His active little crutch was heard upon the floor, and back came Tiny Tim before another word was spoken, led by his brother and sister to his stool beside the fire; while Bob, Master Peter, and the two young Cratchits (who seemed to be everywhere at once) went to fetch the goose, with which they soon returned in high procession.

Such a bustle ensued that you might have thought a goose the rarest of all birds; a perfect marvel, to which a black swan was a matter of course – and in truth it was something very like it in that house. Mrs. Cratchit made the gravy (ready beforehand in a little saucepan) hissing hot; Master Peter mashed the potatoes with tremendous vigor; Miss Belinda sweetened up the apple-sauce; Martha dusted the hot plates; Bob took Tiny Tim beside him in a tiny corner at the table; the two young Cratchits set chairs for everybody, not forgetting themselves, and, mounting guard upon their posts, crammed spoons into their mouths, lest they should shriek for goose before their turn came to be helped. At last the dishes were set on, and grace was said. It was succeeded by a breathless pause, as Mrs. Cratchit, looking slowly all along the carving-knife, prepared to plunge it in the breast; but when she did, and when the long-expected gush of stuffing issued forth, one murmur of delight arose all round the board, and even Tiny Tim, excited by the two young Cratchits, beat on the table with the handle of his knife, and feebly cried Hurrah!

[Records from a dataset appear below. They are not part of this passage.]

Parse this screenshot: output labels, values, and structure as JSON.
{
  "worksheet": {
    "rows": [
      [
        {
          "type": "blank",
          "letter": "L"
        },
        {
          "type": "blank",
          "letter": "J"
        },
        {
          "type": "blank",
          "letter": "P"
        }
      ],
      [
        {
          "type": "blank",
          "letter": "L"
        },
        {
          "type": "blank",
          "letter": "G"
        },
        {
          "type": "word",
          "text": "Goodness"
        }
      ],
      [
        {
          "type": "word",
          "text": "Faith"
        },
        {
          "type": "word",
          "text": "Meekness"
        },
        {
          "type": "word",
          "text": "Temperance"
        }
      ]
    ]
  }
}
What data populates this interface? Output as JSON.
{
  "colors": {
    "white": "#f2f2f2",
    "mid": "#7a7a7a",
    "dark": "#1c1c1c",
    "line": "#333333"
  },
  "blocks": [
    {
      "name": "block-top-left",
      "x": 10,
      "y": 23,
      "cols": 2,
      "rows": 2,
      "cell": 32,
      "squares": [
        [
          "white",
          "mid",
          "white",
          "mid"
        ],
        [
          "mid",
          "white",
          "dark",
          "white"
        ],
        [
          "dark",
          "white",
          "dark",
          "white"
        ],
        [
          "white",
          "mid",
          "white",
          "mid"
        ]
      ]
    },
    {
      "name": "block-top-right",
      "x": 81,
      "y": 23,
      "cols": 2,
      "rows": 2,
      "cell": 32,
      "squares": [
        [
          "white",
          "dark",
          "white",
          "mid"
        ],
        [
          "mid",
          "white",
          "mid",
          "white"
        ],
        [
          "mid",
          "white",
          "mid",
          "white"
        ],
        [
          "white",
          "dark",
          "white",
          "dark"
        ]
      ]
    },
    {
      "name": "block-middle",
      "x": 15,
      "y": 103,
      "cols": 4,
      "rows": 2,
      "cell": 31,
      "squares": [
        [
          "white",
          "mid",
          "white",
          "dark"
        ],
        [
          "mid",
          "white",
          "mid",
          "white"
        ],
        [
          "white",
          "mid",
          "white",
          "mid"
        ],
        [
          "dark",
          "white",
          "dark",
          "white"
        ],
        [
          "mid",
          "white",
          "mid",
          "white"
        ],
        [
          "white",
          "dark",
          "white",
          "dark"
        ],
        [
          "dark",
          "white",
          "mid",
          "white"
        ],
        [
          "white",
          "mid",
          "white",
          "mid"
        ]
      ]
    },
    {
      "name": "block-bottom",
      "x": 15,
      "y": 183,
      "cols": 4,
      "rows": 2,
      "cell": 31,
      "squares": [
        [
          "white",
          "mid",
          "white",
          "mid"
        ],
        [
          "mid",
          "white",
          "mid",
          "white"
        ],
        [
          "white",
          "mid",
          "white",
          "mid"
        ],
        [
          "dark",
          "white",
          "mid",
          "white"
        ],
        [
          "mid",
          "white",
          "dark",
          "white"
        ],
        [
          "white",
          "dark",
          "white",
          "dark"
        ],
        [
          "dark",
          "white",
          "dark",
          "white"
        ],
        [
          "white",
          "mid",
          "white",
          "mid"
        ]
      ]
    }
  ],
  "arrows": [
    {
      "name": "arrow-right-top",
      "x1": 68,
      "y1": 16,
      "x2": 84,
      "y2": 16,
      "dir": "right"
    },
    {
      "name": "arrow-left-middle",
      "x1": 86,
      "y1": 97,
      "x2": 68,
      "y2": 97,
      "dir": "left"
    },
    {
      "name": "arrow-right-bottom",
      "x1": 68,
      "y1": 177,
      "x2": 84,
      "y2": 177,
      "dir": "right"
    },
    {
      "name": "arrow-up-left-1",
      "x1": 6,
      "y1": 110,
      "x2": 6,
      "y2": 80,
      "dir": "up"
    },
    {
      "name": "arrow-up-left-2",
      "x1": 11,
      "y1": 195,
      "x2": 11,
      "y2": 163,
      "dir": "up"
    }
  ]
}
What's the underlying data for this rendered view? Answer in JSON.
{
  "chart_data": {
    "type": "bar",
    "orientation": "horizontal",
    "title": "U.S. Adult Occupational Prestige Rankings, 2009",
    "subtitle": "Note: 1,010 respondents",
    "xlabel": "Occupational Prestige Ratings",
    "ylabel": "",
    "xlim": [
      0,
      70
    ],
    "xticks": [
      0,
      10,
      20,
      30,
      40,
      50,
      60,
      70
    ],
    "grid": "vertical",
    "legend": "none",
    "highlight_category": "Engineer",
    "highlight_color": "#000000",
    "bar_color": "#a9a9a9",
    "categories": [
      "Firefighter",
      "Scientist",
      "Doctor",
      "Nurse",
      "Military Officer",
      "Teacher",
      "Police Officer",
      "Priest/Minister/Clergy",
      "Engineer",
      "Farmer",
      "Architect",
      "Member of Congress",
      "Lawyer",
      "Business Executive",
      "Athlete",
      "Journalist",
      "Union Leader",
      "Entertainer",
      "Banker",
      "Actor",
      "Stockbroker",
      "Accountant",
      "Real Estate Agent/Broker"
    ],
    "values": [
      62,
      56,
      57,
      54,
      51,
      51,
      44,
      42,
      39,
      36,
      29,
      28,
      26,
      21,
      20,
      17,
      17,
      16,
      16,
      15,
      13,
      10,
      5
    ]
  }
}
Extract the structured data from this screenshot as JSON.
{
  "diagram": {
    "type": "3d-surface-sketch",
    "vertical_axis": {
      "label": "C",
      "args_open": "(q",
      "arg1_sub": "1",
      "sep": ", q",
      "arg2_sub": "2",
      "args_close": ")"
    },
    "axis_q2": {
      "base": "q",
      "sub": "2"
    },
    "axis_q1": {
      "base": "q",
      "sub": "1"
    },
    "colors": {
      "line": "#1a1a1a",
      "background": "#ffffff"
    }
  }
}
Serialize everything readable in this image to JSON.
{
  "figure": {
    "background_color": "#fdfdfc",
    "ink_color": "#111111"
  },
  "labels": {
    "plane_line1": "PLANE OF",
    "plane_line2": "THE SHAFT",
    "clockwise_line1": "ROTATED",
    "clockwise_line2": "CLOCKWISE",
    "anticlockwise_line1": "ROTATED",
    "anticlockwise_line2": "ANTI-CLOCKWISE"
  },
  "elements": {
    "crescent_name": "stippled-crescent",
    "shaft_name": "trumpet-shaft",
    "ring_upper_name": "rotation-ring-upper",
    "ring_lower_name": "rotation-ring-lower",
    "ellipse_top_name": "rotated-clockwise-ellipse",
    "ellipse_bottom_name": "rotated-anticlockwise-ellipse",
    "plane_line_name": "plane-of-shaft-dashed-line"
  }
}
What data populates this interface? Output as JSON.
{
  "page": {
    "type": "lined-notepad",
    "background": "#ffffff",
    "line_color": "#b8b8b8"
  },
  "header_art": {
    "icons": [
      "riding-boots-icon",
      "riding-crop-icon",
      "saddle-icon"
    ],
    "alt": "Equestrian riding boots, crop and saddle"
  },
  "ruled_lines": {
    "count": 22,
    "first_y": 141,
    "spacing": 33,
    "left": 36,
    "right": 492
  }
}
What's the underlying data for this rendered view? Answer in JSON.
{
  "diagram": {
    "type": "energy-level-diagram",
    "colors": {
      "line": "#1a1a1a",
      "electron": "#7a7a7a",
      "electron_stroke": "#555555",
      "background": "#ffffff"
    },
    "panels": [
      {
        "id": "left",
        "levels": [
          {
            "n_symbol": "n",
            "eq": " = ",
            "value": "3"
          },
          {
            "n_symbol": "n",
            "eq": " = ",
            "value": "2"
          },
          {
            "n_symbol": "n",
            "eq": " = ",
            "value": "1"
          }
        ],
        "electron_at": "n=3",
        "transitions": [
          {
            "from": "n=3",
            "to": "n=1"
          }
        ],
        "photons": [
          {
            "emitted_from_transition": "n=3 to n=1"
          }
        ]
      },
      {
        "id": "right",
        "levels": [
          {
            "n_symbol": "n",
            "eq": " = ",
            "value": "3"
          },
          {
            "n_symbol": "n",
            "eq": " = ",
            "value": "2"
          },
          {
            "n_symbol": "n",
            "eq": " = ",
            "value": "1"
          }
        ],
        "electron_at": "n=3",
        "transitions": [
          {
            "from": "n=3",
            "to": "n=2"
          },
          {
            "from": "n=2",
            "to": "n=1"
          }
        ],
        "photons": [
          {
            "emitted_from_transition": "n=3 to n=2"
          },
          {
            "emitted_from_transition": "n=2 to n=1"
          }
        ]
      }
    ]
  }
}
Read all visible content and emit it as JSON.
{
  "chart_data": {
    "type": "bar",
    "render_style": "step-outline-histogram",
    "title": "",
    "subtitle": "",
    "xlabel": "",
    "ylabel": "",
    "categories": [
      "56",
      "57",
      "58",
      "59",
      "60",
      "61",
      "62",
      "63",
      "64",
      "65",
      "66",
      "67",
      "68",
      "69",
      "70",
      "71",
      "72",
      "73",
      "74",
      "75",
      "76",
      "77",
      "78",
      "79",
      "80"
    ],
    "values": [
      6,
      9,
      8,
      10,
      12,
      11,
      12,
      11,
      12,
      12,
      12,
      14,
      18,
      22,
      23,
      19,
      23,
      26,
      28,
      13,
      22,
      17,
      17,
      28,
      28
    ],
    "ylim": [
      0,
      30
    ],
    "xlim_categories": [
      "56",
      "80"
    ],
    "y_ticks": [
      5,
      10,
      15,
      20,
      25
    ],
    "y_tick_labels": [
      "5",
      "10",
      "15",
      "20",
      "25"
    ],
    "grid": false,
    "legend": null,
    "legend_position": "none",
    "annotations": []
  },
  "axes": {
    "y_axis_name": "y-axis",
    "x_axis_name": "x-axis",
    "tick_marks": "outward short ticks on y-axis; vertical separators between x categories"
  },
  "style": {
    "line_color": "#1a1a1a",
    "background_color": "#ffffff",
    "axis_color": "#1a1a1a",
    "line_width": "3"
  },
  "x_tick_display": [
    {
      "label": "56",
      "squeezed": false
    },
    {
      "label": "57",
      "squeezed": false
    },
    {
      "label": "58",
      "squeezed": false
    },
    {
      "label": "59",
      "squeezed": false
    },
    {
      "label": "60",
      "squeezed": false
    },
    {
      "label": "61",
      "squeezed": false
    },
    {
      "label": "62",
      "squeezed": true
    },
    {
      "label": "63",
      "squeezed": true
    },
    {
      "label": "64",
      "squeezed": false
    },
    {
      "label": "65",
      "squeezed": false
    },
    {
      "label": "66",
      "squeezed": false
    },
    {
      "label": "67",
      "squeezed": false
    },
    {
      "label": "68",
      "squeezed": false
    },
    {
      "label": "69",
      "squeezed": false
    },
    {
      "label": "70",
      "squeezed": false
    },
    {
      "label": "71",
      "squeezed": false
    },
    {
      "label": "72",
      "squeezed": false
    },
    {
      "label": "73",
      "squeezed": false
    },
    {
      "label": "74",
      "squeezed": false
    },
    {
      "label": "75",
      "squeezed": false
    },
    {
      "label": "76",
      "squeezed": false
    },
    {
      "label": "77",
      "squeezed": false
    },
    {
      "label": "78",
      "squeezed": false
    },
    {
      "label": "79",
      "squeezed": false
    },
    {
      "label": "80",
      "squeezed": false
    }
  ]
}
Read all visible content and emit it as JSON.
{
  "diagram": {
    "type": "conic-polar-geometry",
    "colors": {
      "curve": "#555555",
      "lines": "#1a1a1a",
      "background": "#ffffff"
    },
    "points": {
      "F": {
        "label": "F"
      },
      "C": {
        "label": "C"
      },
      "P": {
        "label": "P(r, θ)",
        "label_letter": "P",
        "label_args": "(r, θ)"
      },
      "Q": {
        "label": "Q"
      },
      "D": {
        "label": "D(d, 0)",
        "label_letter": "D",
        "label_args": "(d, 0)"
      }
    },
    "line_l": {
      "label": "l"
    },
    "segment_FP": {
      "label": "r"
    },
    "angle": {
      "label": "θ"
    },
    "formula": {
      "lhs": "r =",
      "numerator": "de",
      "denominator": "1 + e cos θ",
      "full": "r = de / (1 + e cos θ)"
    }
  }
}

There never was such a goose. Bob said he didn't believe there ever was such a goose cooked. Its tenderness and flavor, size, and cheapness were the themes of universal admiration. Eked out by apple-sauce and mashed potatoes, it was a sufficient dinner for the whole family; indeed, as Mrs. Cratchit said with great delight (surveying one small atom of a bone upon the dish), they hadn't ate it all at that! Yet everyone had had enough, and the youngest Cratchits, in particular, were steeped in sage and onions to the eyebrows! But now, the plates being changed by Miss Belinda, Mrs. Cratchit left the room alone – too nervous to bear witnesses – to take up the pudding and bring it in.

Suppose it should not be done enough! Suppose it should break in turning out! Suppose somebody should have got over the wall of the back yard and stolen it, while they were merry with the goose – a supposition at which the two young Cratchits became livid! All sorts of horrors were supposed.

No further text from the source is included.